Objections to the legislation are showing signs of becoming a serious embarrassment to Moon and his government. Michael McCaul of Texas, a Republican on the foreign affairs committee of the House of Representatives, summarized the bitter irony of South Korea suppressing free speech at the bidding of North Korea. “A bright future for the Korean Peninsula rests on North Korea becoming more like South Korea, not the other way around,” he said. McCaul clearly believes that members of President-elect Joseph Biden’s Democratic Party will feel much the same way. “Freedom of expression is a core democratic value,” he said, “and bipartisan majorities in the U.S. Congress have long supported efforts to make outside information available in North Korea’s closed dictatorship.”
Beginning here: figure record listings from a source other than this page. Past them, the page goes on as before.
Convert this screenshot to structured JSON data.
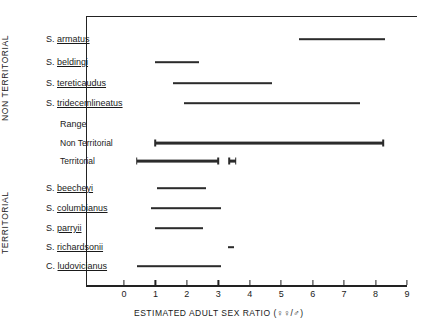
{
  "figure": {
    "group_labels": {
      "non_territorial": "NON TERRITORIAL",
      "territorial": "TERRITORIAL"
    },
    "range_heading": "Range",
    "range_rows": [
      {
        "label": "Non Territorial"
      },
      {
        "label": "Territorial"
      }
    ]
  },
  "chart_data": {
    "type": "bar",
    "title": "",
    "xlabel": "ESTIMATED  ADULT  SEX  RATIO (♀♀/♂)",
    "ylabel": "",
    "xlim": [
      0,
      9
    ],
    "xticks": [
      0,
      1,
      2,
      3,
      4,
      5,
      6,
      7,
      8,
      9
    ],
    "xticklabels": [
      "0",
      "1",
      "2",
      "3",
      "4",
      "5",
      "6",
      "7",
      "8",
      "9"
    ],
    "grid": false,
    "legend": "none",
    "orientation": "horizontal-ranges",
    "groups": [
      {
        "name": "NON TERRITORIAL",
        "items": [
          {
            "genus": "S.",
            "epithet": "armatus",
            "low": 5.55,
            "high": 8.3,
            "style": "thin"
          },
          {
            "genus": "S.",
            "epithet": "beldingi",
            "low": 1.0,
            "high": 2.4,
            "style": "thin"
          },
          {
            "genus": "S.",
            "epithet": "tereticaudus",
            "low": 1.55,
            "high": 4.7,
            "style": "thin"
          },
          {
            "genus": "S.",
            "epithet": "tridecemlineatus",
            "low": 1.9,
            "high": 7.5,
            "style": "thin"
          }
        ]
      },
      {
        "name": "Range",
        "items": [
          {
            "genus": "",
            "epithet": "Non Territorial",
            "low": 1.0,
            "high": 8.25,
            "style": "thick-capped"
          },
          {
            "genus": "",
            "epithet": "Territorial",
            "low": 0.4,
            "high": 3.0,
            "style": "thick-capped"
          },
          {
            "genus": "",
            "epithet": "Territorial-outlier",
            "low": 3.35,
            "high": 3.55,
            "style": "thick-capped"
          }
        ]
      },
      {
        "name": "TERRITORIAL",
        "items": [
          {
            "genus": "S.",
            "epithet": "beecheyi",
            "low": 1.05,
            "high": 2.6,
            "style": "thin"
          },
          {
            "genus": "S.",
            "epithet": "columbianus",
            "low": 0.85,
            "high": 3.1,
            "style": "thin"
          },
          {
            "genus": "S.",
            "epithet": "parryii",
            "low": 1.0,
            "high": 2.5,
            "style": "thin"
          },
          {
            "genus": "S.",
            "epithet": "richardsonii",
            "low": 3.3,
            "high": 3.5,
            "style": "thin"
          },
          {
            "genus": "C.",
            "epithet": "ludovicianus",
            "low": 0.4,
            "high": 3.1,
            "style": "thin"
          }
        ]
      }
    ]
  }
}
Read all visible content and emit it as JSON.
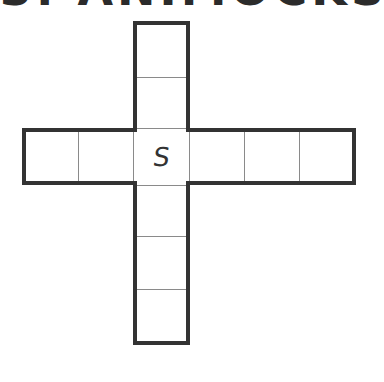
{
  "title": "3. ANIMOCKS",
  "puzzle": {
    "type": "cross-word-grid",
    "center_letter": "S",
    "horizontal_cells": 6,
    "vertical_cells": 6,
    "center_index_horizontal": 2,
    "center_index_vertical": 2,
    "colors": {
      "border": "#333333",
      "divider": "#8a8a8a",
      "background": "#ffffff"
    }
  }
}
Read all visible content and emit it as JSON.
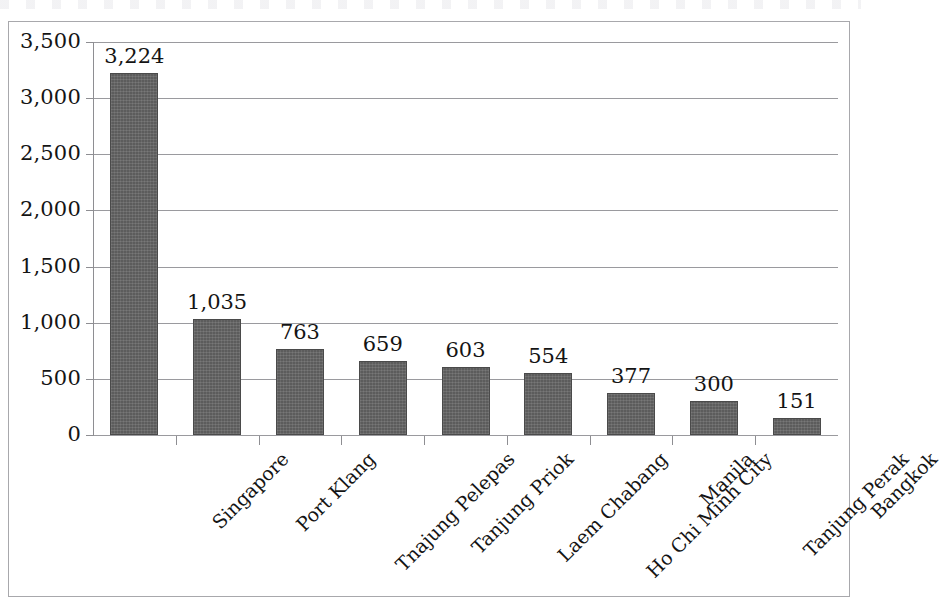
{
  "chart_data": {
    "type": "bar",
    "title": "",
    "subtitle": "",
    "xlabel": "",
    "ylabel": "",
    "ylim": [
      0,
      3500
    ],
    "y_ticks": [
      "0",
      "500",
      "1,000",
      "1,500",
      "2,000",
      "2,500",
      "3,000",
      "3,500"
    ],
    "y_tick_values": [
      0,
      500,
      1000,
      1500,
      2000,
      2500,
      3000,
      3500
    ],
    "grid": "horizontal",
    "legend": "none",
    "categories": [
      "Singapore",
      "Port Klang",
      "Tnajung Pelepas",
      "Tanjung Priok",
      "Laem Chabang",
      "Ho Chi Minh City",
      "Manila",
      "Tanjung Perak",
      "Bangkok"
    ],
    "values": [
      3224,
      1035,
      763,
      659,
      603,
      554,
      377,
      300,
      151
    ],
    "value_labels": [
      "3,224",
      "1,035",
      "763",
      "659",
      "603",
      "554",
      "377",
      "300",
      "151"
    ],
    "bar_color": "#5c5c5c",
    "frame_color": "#a8a8ac",
    "gridline_color": "#9a9a9e"
  }
}
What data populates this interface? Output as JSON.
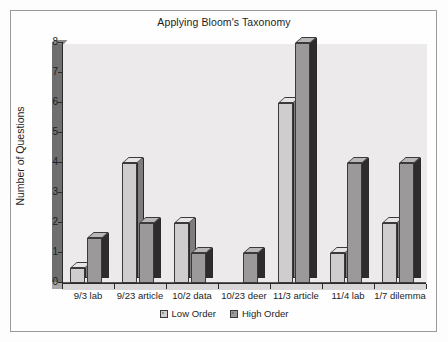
{
  "chart_data": {
    "type": "bar",
    "title": "Applying Bloom's Taxonomy",
    "xlabel": "",
    "ylabel": "Number of Questions",
    "ylim": [
      0,
      8
    ],
    "yticks": [
      "0",
      "1",
      "2",
      "3",
      "4",
      "5",
      "6",
      "7",
      "8"
    ],
    "grid": false,
    "legend_position": "bottom",
    "style": "3d-clustered-bars",
    "categories": [
      "9/3 lab",
      "9/23 article",
      "10/2 data",
      "10/23 deer",
      "11/3 article",
      "11/4 lab",
      "1/7 dilemma"
    ],
    "series": [
      {
        "name": "Low Order",
        "color": "#cfcdcd",
        "values": [
          0.5,
          4,
          2,
          0,
          6,
          1,
          2
        ]
      },
      {
        "name": "High Order",
        "color": "#9b9999",
        "values": [
          1.5,
          2,
          1,
          1,
          8,
          4,
          4
        ]
      }
    ]
  },
  "legend": {
    "items": [
      {
        "label": "Low Order"
      },
      {
        "label": "High Order"
      }
    ]
  },
  "colors": {
    "plot_background": "#eceaea",
    "axis": "#2b2b2b",
    "page_background": "#fdfdfd",
    "frame_border": "#9a9a9a"
  }
}
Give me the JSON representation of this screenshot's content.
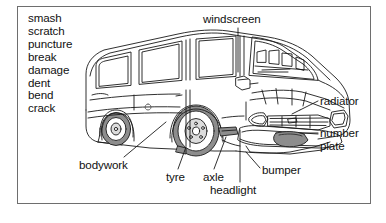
{
  "diagram": {
    "frame_color": "#6e6e6e",
    "background": "#ffffff",
    "line_color": "#1a1a1a",
    "shade_color": "#8d8d8d"
  },
  "word_list": {
    "name": "damage-verbs-list",
    "items": [
      {
        "label": "smash"
      },
      {
        "label": "scratch"
      },
      {
        "label": "puncture"
      },
      {
        "label": "break"
      },
      {
        "label": "damage"
      },
      {
        "label": "dent"
      },
      {
        "label": "bend"
      },
      {
        "label": "crack"
      }
    ]
  },
  "callouts": [
    {
      "key": "windscreen",
      "label": "windscreen",
      "anchor": "top"
    },
    {
      "key": "radiator",
      "label": "radiator",
      "anchor": "right"
    },
    {
      "key": "number_plate",
      "label_line1": "number",
      "label_line2": "plate",
      "anchor": "right"
    },
    {
      "key": "bodywork",
      "label": "bodywork",
      "anchor": "bottom-left"
    },
    {
      "key": "tyre",
      "label": "tyre",
      "anchor": "bottom"
    },
    {
      "key": "axle",
      "label": "axle",
      "anchor": "bottom"
    },
    {
      "key": "bumper",
      "label": "bumper",
      "anchor": "bottom-right"
    },
    {
      "key": "headlight",
      "label": "headlight",
      "anchor": "bottom"
    }
  ],
  "labels": {
    "windscreen": "windscreen",
    "radiator": "radiator",
    "number": "number",
    "plate": "plate",
    "bodywork": "bodywork",
    "tyre": "tyre",
    "axle": "axle",
    "bumper": "bumper",
    "headlight": "headlight"
  },
  "subject": {
    "name": "van",
    "view": "three-quarter front-left",
    "parts": [
      "windscreen",
      "radiator",
      "number plate",
      "bodywork",
      "tyre",
      "axle",
      "bumper",
      "headlight"
    ]
  }
}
Now it’s up to the Biden administration to decide how strongly to press the issue of human rights in North Korea. We can only hope that Biden will want to deal more strongly than did Trump, who basically dropped the subject after having spoken out quite strongly about North Korea’s record in his first year as president. Then, in 2018, Trump decided on a totally different approach. In his summit with Kim Jong-Un in Singapore in June of that year, he believed they had become such good friends as to say they “fell in love.” Americans since then have offered only token, pro forma comments on North Korea’s human rights record.

It’s not likely that the U.S. will want to wade into the controversy on an official diplomatic level right away considering the South Korean government’s fierce support for the balloon ban. What else is there to say after the unification ministry expressed “regret” at Quintana’s criticism of the bill. Surely there would be no point in the next secretary of state, Antony Blinken, getting into an exchange with South Korea’s foreign minister, Kang Kyung-Wha, who stoutly defended the legislation as needed to prevent nasty incidents along the demilitarized zone.

The controversy, though, is not ending. John Sifton, Asia advocacy director of Human Rights Watch in New York, summarized the great paradox in the South Korean position. “The South Korean government seems more interested in keeping North Korea’s Kim Jong-Un happy than letting its own citizens exercise their basic rights on behalf of their northern neighbors,” he said. “The bill does a great disservice to the people of both South Korea and North Korea.”

The bipartisan Tom Lantos human rights commission of the U.S. Congress is expected to launch a lengthy discussion on the topic after Biden’s inauguration, and human rights activists everywhere are not going to drop the subject. Eventually, those responsible for the bill may come to realize that muzzling the balloonists was a big mistake.

Don Kirk is a veteran correspondent who writes from Seoul and Washington, D.C.